Using only javascript (i.e. no plugins like AIR etc), browsers don't allow access to the file system. Not only is it not possible to write a file to the disk, it's not possible to even read it - browsers are very strict on that sort of thing, thank goodness.

6

You cannot do this with straight JS in the browser, security context and the DOM do not allow filesystem access.

You cannot do this with current versions of flash, older versions (pre 7 IIRC) had some security flaws that allowed filesystem access.

You could do this with a custom plugin, and possibly a signed Java applet, or COM (ActiveX component, IE only).

I would suggest working with IT regarding your intranet to open up the context/permissions needed in this case as that may be the shortest path to what you are wanting here. Alternative, you could create a command-line utility to easily encrypt/decrypt given files signed by a common key.

1

It all depends on how you can get the file in. If you have the base-64 encoded exe as a .txt, you could easily use Flash! I'm not quite sure how you would implement this, but you can load a file into flash and as3 using flex.
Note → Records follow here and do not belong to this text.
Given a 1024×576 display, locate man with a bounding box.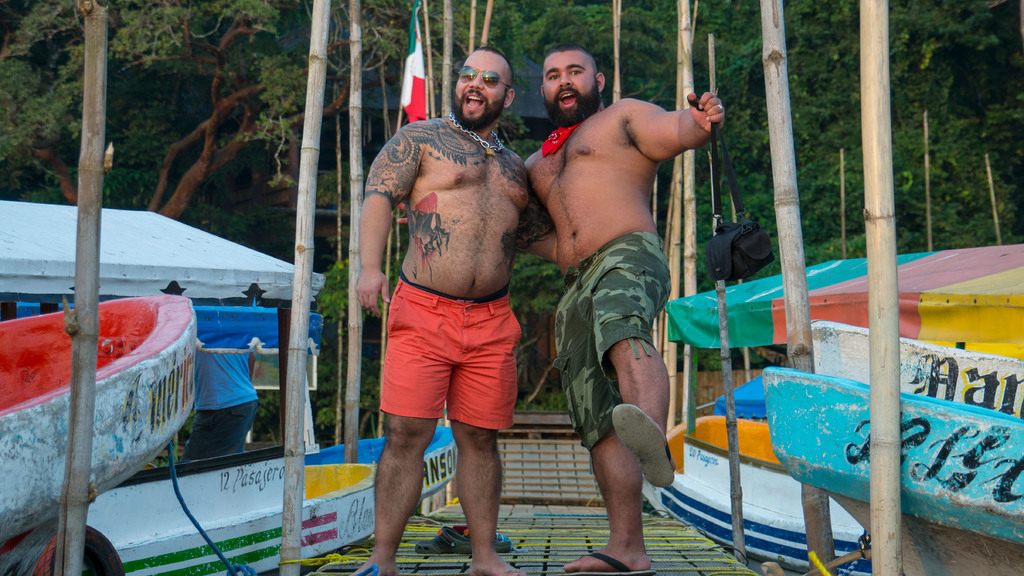
Located: <bbox>340, 40, 563, 575</bbox>.
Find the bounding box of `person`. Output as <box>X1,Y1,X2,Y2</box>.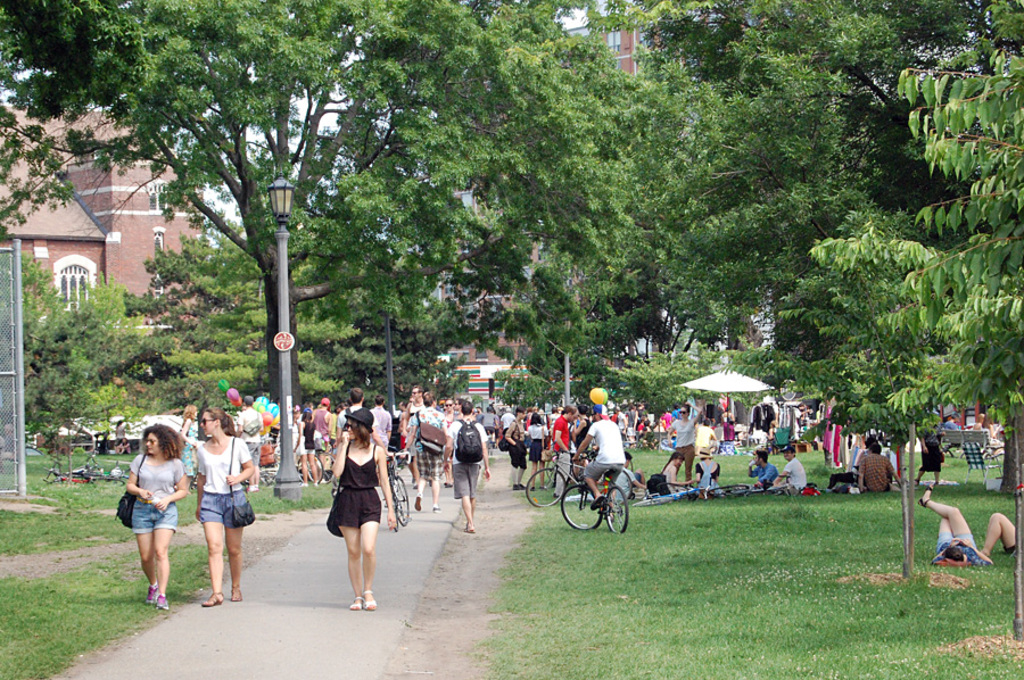
<box>237,392,266,491</box>.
<?xml version="1.0" encoding="utf-8"?>
<mx:Application xmlns:mx="" layout="absolute"> <mx:Script> <![CDATA[ import flash.net.FileReference; import flash.net.FileFilter; import flash.events.IOErrorEvent; import flash.events.Event; import flash.utils.ByteArray; //FileReference Class well will use to load data private var fr:FileReference; //File types which we want the user to open private static const FILE_TYPES:Array = [new FileFilter("Text File", "*.txt;*.text")]; //called when the user clicks the load file button private function onLoadFileClick():void { //create the FileReference instance fr = new FileReference(); //listen for when they select a file fr.addEventListener(Event.SELECT, onFileSelect); //listen for when then cancel out of the browse dialog fr.addEventListener(Event.CANCEL,onCancel); //open a native browse dialog that filters for text files fr.browse(FILE_TYPES); } /************ Browse Event Handlers **************/ //called when the user selects a file from the browse dialog private function onFileSelect(e:Event):void { //listen for when the file has loaded fr.addEventListener(Event.COMPLETE, onLoadComplete); //listen for any errors reading the file fr.addEventListener(IOErrorEvent.IO_ERROR, onLoadError); //load the content of the file fr.load(); } //called when the user cancels out of the browser dialog private function onCancel(e:Event):void { trace("File Browse Canceled"); fr = null; } /************ Select Event Handlers **************/ //called when the file has completed loading private function onLoadComplete(e:Event):void { //get the data from the file as a ByteArray var data:ByteArray = fr.data; //read the bytes of the file as a string and put it in the //textarea outputField.text = data.readUTFBytes(data.bytesAvailable); //clean up the FileReference instance fr = null; } //called if an error occurs while loading the file contents private function onLoadError(e:IOErrorEvent):void { trace("Error loading file : " + e.text); } ]]> </mx:Script> <mx:Button label="Load Text File" right="10" bottom="10" click="onLoadFileClick()"/> <mx:TextArea right="10" left="10" top="10" bottom="40"/>
</mx:Application>

To decode it, look into

If the security system scans for patterns in files, it is very unlikely that it will overlook a base64-encoded file or base64-encoded contents in files. E-mail attachments are base64-encoded, and if the system is any good it will scan for potentially harmful e-mail attachments even if they are named .txt. The base64-encoded start of an EXE file is almost certainly recognized by it. So ISTM you are asking the wrong question.